Agile Development

Steven J Zeil:

Last modified: Sep 7, 2020
Contents:

Abstract

Agile methods are a modern approach to incremental development.

They emphasze:

This lesson is a discussion of the origins of Agile Development and a quick overview of the basic principles.

1 Agile as a Social Entity

1.1 Agile Development is

1.1.1 The Agile Manifesto

We are uncovering better ways of developing software by doing it and helping others do it. Through this work we have come to value:

  • Individuals and interactions over processes and tools
  • Working software over comprehensive documentation
  • Customer collaboration over contract negotiation
  • Responding to change over following a plan

That is, while there is value in the items on the right, we value the items on the left more.

1.1.2 The Twelve Principles of Agile Software

1) Our highest priority is to satisfy the customer through early and continuous delivery of valuable software.

2) Welcome changing requirements, even late in development. Agile processes harness change for the customer’s competitive advantage.
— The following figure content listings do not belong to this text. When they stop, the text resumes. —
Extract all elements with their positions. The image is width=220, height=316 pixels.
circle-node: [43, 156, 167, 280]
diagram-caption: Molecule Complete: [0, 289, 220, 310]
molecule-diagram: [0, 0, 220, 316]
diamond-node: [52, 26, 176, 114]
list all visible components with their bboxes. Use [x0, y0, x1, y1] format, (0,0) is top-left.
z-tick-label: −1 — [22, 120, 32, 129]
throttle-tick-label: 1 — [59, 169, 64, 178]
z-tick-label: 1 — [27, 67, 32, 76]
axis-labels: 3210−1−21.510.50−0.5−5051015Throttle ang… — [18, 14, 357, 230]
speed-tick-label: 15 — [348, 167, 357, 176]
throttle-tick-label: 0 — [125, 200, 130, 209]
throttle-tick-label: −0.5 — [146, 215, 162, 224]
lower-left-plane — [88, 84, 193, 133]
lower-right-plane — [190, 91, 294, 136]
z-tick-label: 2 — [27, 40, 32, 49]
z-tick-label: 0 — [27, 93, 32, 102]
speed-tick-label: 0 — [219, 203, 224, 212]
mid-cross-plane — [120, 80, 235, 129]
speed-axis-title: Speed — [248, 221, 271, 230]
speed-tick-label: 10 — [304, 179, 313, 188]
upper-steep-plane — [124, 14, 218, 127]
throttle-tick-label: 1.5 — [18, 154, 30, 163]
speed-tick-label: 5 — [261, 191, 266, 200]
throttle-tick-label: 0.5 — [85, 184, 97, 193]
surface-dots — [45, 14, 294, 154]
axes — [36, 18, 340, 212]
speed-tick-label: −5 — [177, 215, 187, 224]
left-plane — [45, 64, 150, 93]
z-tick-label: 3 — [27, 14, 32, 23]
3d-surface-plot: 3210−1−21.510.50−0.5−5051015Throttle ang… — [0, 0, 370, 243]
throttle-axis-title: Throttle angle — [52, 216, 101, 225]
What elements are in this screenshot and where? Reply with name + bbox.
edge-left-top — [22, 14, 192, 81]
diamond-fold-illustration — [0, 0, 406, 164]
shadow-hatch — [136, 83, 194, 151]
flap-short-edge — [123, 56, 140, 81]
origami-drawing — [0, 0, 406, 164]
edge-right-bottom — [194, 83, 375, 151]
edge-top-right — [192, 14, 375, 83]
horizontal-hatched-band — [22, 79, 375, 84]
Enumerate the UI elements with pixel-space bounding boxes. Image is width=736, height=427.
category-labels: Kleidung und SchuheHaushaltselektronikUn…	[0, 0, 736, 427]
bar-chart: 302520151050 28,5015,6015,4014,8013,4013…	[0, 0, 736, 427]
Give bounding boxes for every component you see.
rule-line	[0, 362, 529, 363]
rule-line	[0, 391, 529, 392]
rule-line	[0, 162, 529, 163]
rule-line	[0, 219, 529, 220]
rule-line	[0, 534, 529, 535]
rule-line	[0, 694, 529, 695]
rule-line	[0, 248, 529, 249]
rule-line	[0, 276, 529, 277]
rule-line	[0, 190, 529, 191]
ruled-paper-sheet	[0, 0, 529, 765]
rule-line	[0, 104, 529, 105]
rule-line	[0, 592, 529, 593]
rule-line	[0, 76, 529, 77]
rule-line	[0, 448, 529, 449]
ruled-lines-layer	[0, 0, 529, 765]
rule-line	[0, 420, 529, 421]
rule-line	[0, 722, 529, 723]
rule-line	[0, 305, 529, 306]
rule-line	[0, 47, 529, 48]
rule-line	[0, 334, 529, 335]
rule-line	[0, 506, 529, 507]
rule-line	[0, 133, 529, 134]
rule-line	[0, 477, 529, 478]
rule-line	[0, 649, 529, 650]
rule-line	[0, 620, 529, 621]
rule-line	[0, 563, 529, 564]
3) Deliver working software frequently, from a couple of weeks to a couple of months, with a preference to the shorter timescale.

4) Business people and developers must work together daily throughout the project.
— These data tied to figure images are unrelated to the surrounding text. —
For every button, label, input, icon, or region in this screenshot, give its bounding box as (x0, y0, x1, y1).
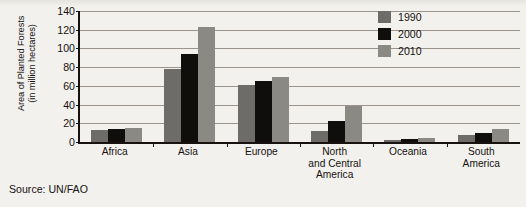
category-label-line: Asia (151, 146, 224, 158)
y-axis-tick-label: 80 (63, 61, 75, 73)
legend-item: 1990 (378, 11, 422, 23)
category-label-line: Africa (78, 146, 151, 158)
x-axis-category-label: SouthAmerica (445, 146, 518, 181)
bar (108, 129, 125, 142)
x-axis-category-label: Oceania (371, 146, 444, 181)
legend-item: 2010 (378, 45, 422, 57)
category-label-line: America (298, 169, 371, 181)
y-axis-tick-label: 0 (69, 136, 75, 148)
x-axis-category-label: Africa (78, 146, 151, 181)
y-axis-tick-label: 100 (57, 42, 75, 54)
y-axis-tick-label: 40 (63, 99, 75, 111)
bar (345, 106, 362, 142)
y-axis-tick-label: 20 (63, 117, 75, 129)
bar-groups (80, 11, 520, 142)
y-axis-tick-label: 120 (57, 24, 75, 36)
legend-label: 2000 (398, 28, 422, 40)
bar-group (227, 11, 300, 142)
bar (328, 121, 345, 142)
x-axis-category-label: Northand CentralAmerica (298, 146, 371, 181)
bar-group (80, 11, 153, 142)
bar-group (153, 11, 226, 142)
bar (401, 139, 418, 142)
bar (384, 140, 401, 142)
legend-label: 2010 (398, 45, 422, 57)
category-label-line: Oceania (371, 146, 444, 158)
bar (181, 54, 198, 142)
bar (458, 135, 475, 142)
plot-area: 020406080100120140 (78, 11, 520, 144)
legend-item: 2000 (378, 28, 422, 40)
bar (418, 138, 435, 142)
bar (255, 81, 272, 142)
y-axis-tick-label: 60 (63, 80, 75, 92)
source-note: Source: UN/FAO (9, 183, 88, 195)
category-label-line: Europe (225, 146, 298, 158)
category-label-line: North (298, 146, 371, 158)
bar (272, 77, 289, 142)
y-axis-tick-label: 140 (57, 5, 75, 17)
bar-group (300, 11, 373, 142)
y-axis-title-line-1: Area of Planted Forests (16, 0, 27, 133)
y-axis-title: Area of Planted Forests (in million hect… (16, 0, 39, 133)
legend-color-swatch (378, 45, 391, 57)
x-axis-category-label: Asia (151, 146, 224, 181)
bar (492, 129, 509, 142)
y-axis-title-line-2: (in million hectares) (27, 0, 38, 133)
planted-forests-bar-chart: Area of Planted Forests (in million hect… (0, 0, 526, 207)
category-label-line: America (445, 158, 518, 170)
bar (238, 85, 255, 142)
bar (125, 128, 142, 142)
legend-label: 1990 (398, 11, 422, 23)
bar (198, 27, 215, 142)
category-label-line: South (445, 146, 518, 158)
legend-color-swatch (378, 11, 391, 23)
x-axis-category-label: Europe (225, 146, 298, 181)
bar (311, 131, 328, 142)
y-axis-tick-mark (76, 142, 80, 143)
category-label-line: and Central (298, 158, 371, 170)
chart-legend: 199020002010 (378, 11, 422, 57)
bar (91, 130, 108, 142)
bar (164, 69, 181, 142)
bar-group (447, 11, 520, 142)
x-axis-category-labels: AfricaAsiaEuropeNorthand CentralAmericaO… (78, 146, 518, 181)
legend-color-swatch (378, 28, 391, 40)
bar (475, 133, 492, 142)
5) Build projects around motivated individuals. Give them the environment and support they need, and trust them to get the job done.

6) The most efficient and effective method of conveying information to and within a development team is face-to-face conversation.

7) Working software is the primary measure of progress.

8) Agile processes promote sustainable development. The sponsors, developers, and users should be able to maintain a constant pace indefinitely.

9) Continuous attention to technical excellence and good design enhances agility.

10) Simplicity – the art of maximizing the amount of work not done – is essential.

11) The best architectures, requirements, and designs emerge from self-organizing teams.

12) At regular intervals, the team reflects on how to become more effective, then tunes and adjusts its behavior accordingly.

1.2 Variations

2 Fundamental Practices of Agile Development

 

source: The Agile Alliance

2.1 Teams

2.2 Incremental Development

Each successive version of the product

Contrast this with a strategy of delivering successive, complete subsystems that will not be revisited.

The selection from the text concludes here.